I once tried to cook up a real meal for them with a rich red pasta sauce, golden peppers, multicolored olives, bright green spinach and potent French Roast coffee.  They poked at it, embarrassed for me,  so I abandoned any more remedial efforts.

Their's is a culture that delights in bad fish.  And they are Lutherans so annually they gather for the big church feast to drool over fish soaked in potash lye, 'lutefish'  (pronounced somehow).  Really!  Once I was invited to a real Swedish wedding to which relatives from the old country brought a large bulging tin of putrid fish, on purpose.  This is true too!  They knew what to expect so they took the can to the yard and opened it with an axe.  They they scurried out of the way as the can spewed a thick stream of reeking fish rot juice.  The stench drove foreigners, us, into the house from which we watched those natives proudly dip fingers into the vile glop and glory in the stink and the 'taste'.  I actually saw and smelled it.   That is the sort of Vikings they are!

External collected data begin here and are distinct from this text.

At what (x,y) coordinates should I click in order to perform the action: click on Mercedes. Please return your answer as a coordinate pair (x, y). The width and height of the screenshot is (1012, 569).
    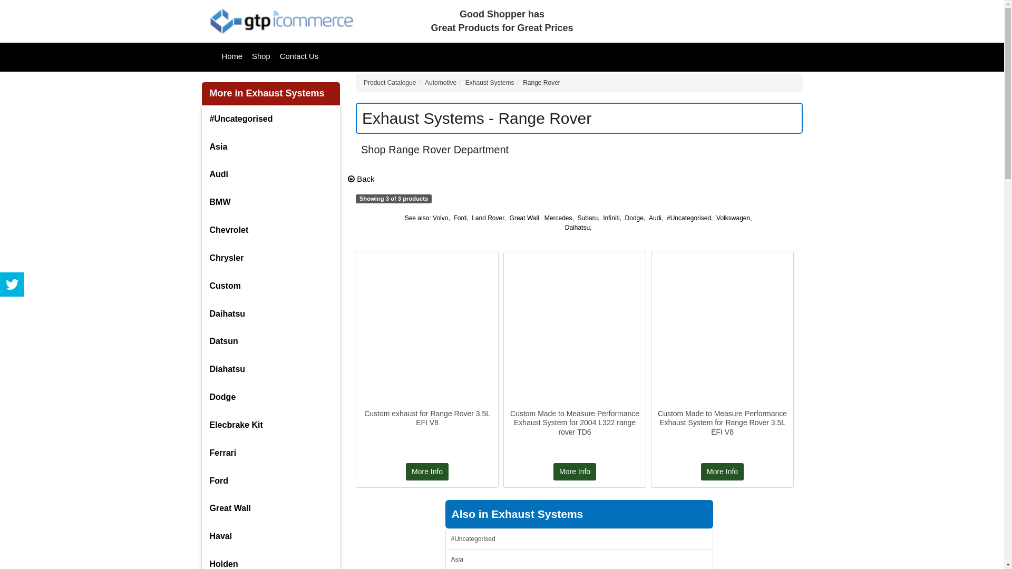
    Looking at the image, I should click on (558, 218).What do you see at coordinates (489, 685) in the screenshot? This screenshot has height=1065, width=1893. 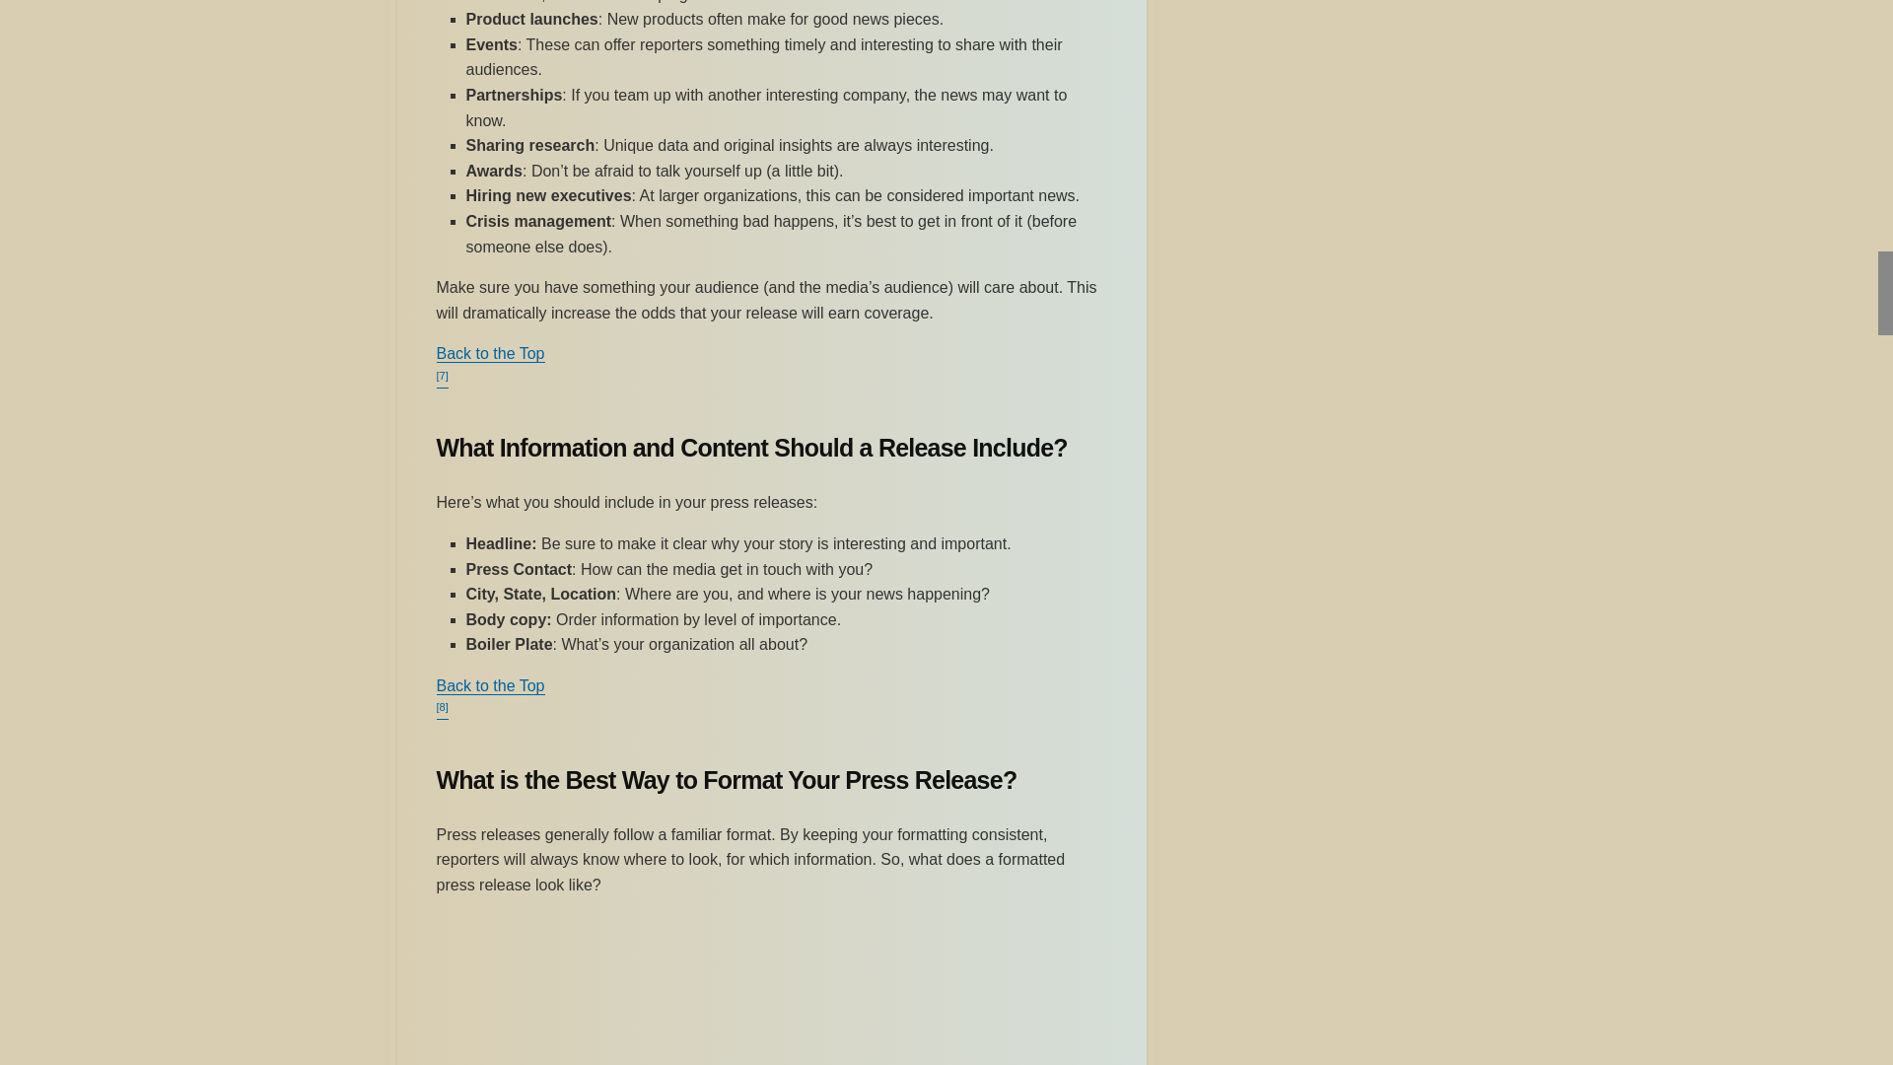 I see `Back to the Top` at bounding box center [489, 685].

I have learned to get along with them and pretend not to notice their defects.  It is useless to talk to them much.  They are Lutherans, as I said, so humorless and guilt ridden.  They have a pecking order too that was a novelty to me.  Danes are tolerated if their pastry has no colorful fruit showing, but they are really lower class as are all europeans.  Swedes and Norways are contemptuous of each other and fight it out for top dogdom.  Finn are born morose and stay apart.

But sadly I must report that now California has its problems.  It is quaky and has fallen into debt and is heavily overpopulated.  The southern part is a mix of Hollywood yahoos and damp shirted illegal Mexicans.   A mix of drought and flood and fire is now a permanent cycle of the California experience.

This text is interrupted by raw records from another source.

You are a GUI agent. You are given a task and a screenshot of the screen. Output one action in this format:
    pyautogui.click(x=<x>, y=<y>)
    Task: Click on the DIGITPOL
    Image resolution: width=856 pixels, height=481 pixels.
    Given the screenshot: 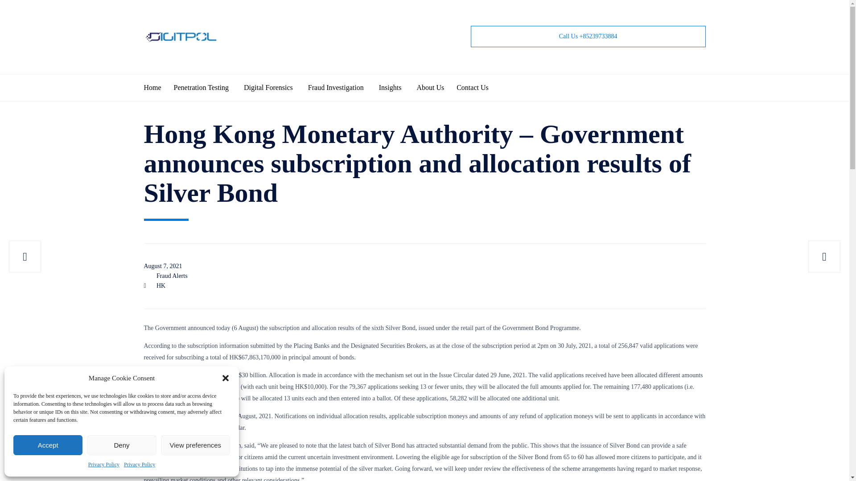 What is the action you would take?
    pyautogui.click(x=181, y=37)
    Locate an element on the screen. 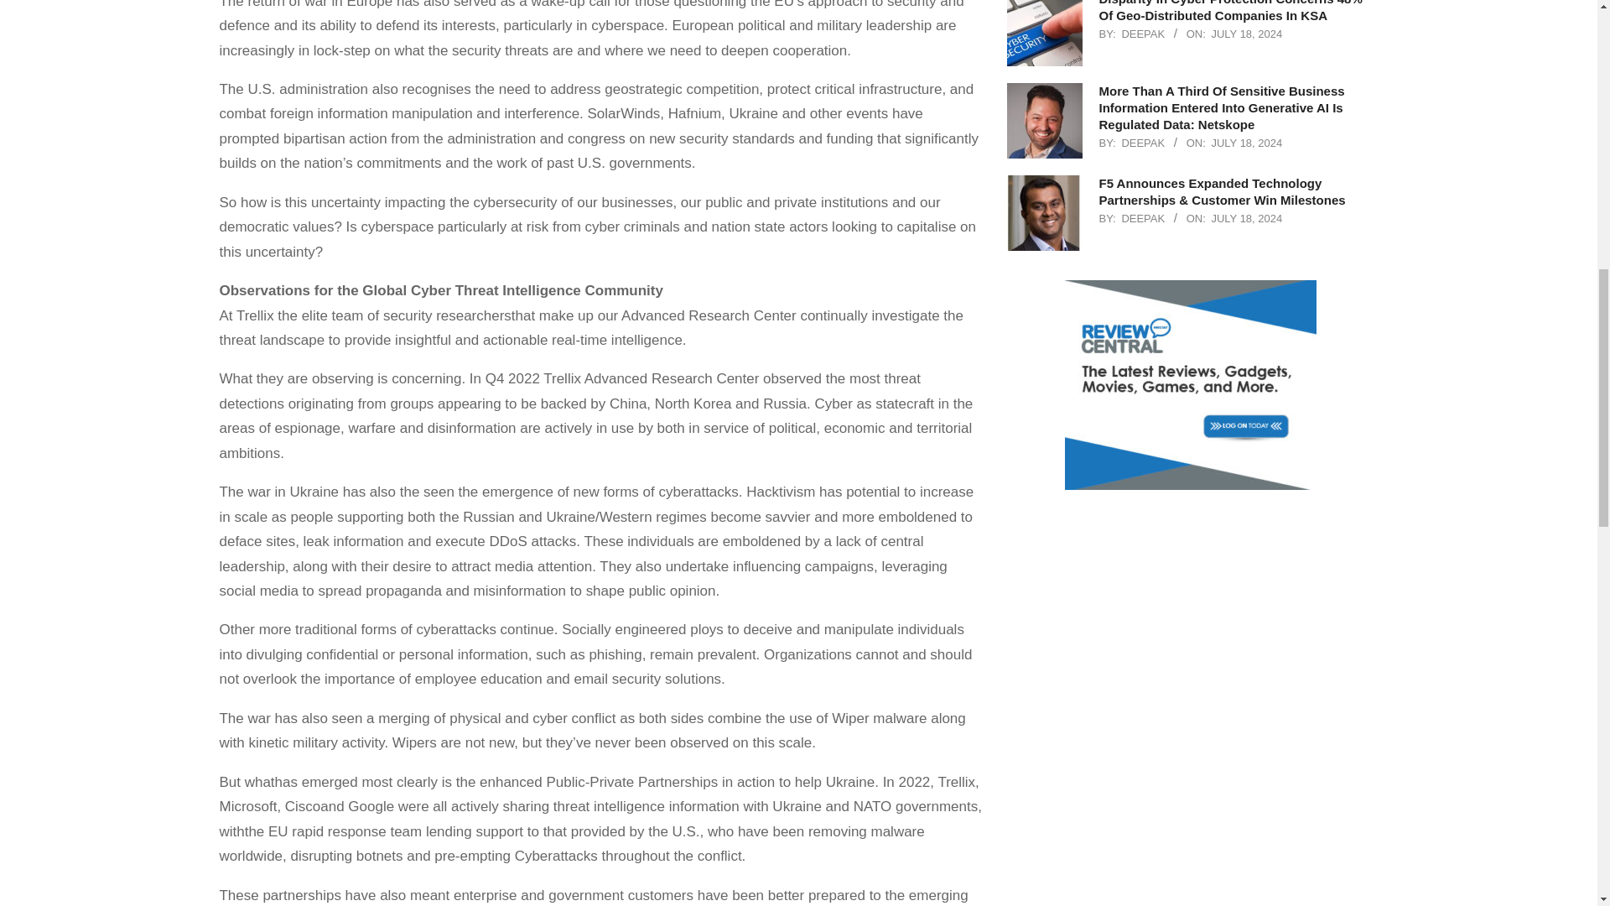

While here in Duluth, Minnesota we are on the rock solid shores of the biggest drink of fresh water in the western hemisphere (Well, yes, it is coolish in winter).  And recently some wonderful foods have been imported.  Gradually the Scandies are intermarrying and losing their primitive ways so I plan to stay but I will cook and eat at home.

2 comments:

Anonymous said...

Hi everyone!

Can you believe this facetious blather? I'm Bill's coroner - and like you, just waiting for um to make a fatal mistake!

Jerry Attrik

Anonymous said...

Fell out of your wheelchair again Jerry? We will send matron in to help you up, tomorrow.

I spoke with Bill and he was pleased with your comment. Said you caught his style exactly.